Go through the data below and return each line where the string "text" appears.

──────── DATA FOR THIS TASK ────────

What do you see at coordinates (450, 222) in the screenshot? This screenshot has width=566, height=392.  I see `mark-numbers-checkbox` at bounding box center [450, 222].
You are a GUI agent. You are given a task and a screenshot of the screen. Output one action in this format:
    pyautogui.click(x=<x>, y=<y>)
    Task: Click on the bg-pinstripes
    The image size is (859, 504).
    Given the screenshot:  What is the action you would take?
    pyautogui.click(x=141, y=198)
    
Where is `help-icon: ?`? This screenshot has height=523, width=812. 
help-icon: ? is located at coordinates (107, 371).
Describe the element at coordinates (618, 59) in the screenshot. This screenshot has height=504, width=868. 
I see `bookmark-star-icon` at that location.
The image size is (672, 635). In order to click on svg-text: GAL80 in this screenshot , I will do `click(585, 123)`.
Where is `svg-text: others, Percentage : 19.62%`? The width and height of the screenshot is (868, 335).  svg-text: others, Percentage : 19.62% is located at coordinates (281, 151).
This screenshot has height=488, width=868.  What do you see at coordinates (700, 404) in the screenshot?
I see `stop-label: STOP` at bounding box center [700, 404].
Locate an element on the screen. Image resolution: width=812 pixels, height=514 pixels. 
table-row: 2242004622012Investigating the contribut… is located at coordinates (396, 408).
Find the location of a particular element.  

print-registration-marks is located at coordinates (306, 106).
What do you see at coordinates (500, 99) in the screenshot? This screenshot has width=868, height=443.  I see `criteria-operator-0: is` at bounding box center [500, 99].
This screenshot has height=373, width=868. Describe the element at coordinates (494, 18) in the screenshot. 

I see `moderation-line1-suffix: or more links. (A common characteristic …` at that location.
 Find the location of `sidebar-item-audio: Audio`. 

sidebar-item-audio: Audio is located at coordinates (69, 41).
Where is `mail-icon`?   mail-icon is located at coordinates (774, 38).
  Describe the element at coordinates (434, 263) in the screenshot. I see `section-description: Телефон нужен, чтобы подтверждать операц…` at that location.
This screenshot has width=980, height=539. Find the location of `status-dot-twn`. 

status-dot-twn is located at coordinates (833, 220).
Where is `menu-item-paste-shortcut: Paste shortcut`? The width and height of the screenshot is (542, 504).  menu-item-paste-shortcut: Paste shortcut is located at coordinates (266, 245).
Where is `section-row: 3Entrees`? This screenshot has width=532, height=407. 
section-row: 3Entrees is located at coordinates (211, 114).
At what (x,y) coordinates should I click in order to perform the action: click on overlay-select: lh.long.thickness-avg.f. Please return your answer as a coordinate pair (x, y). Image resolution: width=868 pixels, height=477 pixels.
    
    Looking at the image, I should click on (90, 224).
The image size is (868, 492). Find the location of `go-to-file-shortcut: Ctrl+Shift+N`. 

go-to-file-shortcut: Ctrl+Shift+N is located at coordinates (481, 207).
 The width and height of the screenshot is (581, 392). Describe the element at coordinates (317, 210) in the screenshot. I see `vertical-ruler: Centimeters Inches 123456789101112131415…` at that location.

────────

WRITTEN ANSWER:
The image size is (672, 635). In order to click on svg-text: GAL80 in this screenshot , I will do `click(585, 123)`.
Where is `svg-text: others, Percentage : 19.62%`? The width and height of the screenshot is (868, 335).  svg-text: others, Percentage : 19.62% is located at coordinates (281, 151).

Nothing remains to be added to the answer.